After increasing numbers of English-speaking Protestants pour into the Red River Valley from Ontario, the Métis decide they’ve had enough.

Under the leadership of Louis Riel, the Métis seize control of Upper Fort Garry, establish a provisional government and convince Ottawa Manitoba belongs in Canada.

Riel then flees an approaching army, hides out in the U.S., gets elected to Parliament and leads another rebellion in Saskatchewan, not necessarily in that order. He then gets hanged in Regina because he refuses to plead insanity.

Every September, we commemorate the killing of our provincial founder by our evil neighbours in Saskatchewan by defeating the Roughriders at the Banjo Bowl, no matter how terrible the Blue Bombers happen to be that season.

 

1890-94

As more and more Anglos arrive in Manitoba, the provincial government decides it’s time to stop simply annoying their own Métis and also drive francophones in Quebec into a frenzy. The province passes new legislation that removes funding for Protestant and Catholic schools, which goes against the spirit of equal rights for French and English in Manitoba.

This move unwittingly sends the entire country into a political tizzy that eventually topples the Conservative government and plants the seeds of modern Quebec nationalism.

Today, these events are known as the Manitoba Schools Question, at least to the handful of Manitobans who paid attention in school when this question received 10 minutes of attention.

 

1970

With Manitoba poised to turn 100, the province creates Festival du Voyageur to celebrate Winnipeg’s history as the centre of the fur trade, francophone culture and violent recriminations between people who speak different languages.

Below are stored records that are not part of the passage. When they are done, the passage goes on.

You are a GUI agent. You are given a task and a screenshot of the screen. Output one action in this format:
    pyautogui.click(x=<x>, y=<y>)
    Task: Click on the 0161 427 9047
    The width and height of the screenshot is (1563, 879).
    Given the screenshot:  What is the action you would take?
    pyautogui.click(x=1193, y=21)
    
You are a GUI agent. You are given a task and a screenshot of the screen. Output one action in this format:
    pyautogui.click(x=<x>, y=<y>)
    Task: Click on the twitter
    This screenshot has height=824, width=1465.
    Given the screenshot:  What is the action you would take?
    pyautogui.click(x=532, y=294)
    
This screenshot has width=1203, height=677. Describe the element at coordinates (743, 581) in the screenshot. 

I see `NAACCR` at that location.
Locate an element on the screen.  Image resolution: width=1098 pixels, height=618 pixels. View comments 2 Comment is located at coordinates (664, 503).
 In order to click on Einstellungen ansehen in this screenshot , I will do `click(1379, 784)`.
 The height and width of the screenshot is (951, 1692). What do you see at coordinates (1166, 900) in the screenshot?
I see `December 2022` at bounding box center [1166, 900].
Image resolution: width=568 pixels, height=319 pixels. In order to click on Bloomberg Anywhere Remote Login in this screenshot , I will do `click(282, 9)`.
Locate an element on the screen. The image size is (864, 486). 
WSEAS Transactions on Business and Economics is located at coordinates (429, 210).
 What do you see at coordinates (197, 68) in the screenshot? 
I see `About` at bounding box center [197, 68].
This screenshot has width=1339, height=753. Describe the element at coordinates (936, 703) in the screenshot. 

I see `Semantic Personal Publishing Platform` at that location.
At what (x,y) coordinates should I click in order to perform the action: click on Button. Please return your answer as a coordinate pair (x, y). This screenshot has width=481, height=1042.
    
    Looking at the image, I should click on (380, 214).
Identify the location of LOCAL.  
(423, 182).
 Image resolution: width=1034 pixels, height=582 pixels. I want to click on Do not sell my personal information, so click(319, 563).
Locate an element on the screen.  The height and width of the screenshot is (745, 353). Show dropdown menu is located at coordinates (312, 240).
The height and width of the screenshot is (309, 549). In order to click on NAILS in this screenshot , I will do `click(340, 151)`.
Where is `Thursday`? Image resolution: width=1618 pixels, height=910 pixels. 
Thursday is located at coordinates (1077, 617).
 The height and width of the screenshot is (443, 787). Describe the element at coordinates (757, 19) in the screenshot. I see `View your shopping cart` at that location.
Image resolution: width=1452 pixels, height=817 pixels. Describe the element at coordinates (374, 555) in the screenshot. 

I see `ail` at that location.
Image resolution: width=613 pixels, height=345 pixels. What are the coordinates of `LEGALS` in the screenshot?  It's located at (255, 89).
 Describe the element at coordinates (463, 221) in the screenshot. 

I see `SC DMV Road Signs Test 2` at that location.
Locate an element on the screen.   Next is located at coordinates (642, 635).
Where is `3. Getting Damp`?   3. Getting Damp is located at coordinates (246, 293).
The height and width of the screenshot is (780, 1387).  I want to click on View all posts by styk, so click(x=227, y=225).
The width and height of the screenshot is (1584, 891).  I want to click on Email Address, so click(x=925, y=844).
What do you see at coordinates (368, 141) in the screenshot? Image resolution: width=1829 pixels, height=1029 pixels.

No violence actually takes place at the festival, although beard-growing is permitted. Today, we commemorate these events by thinking violent thoughts about heavily bearded hipsters.

 

2014

Now 44, Festival du Voyageur is middle-aged but enjoying a rather hedonistic mid-life crisis.

There are many tents at Festival where patrons can purchase alcohol. There’s an outdoor snow bar on the festival grounds and a new tent planned for the ice on the Red River.

The old divisions between French and English have receded, as Winnipeggers are united in a single cause — consuming enough booze to forget it’s still February.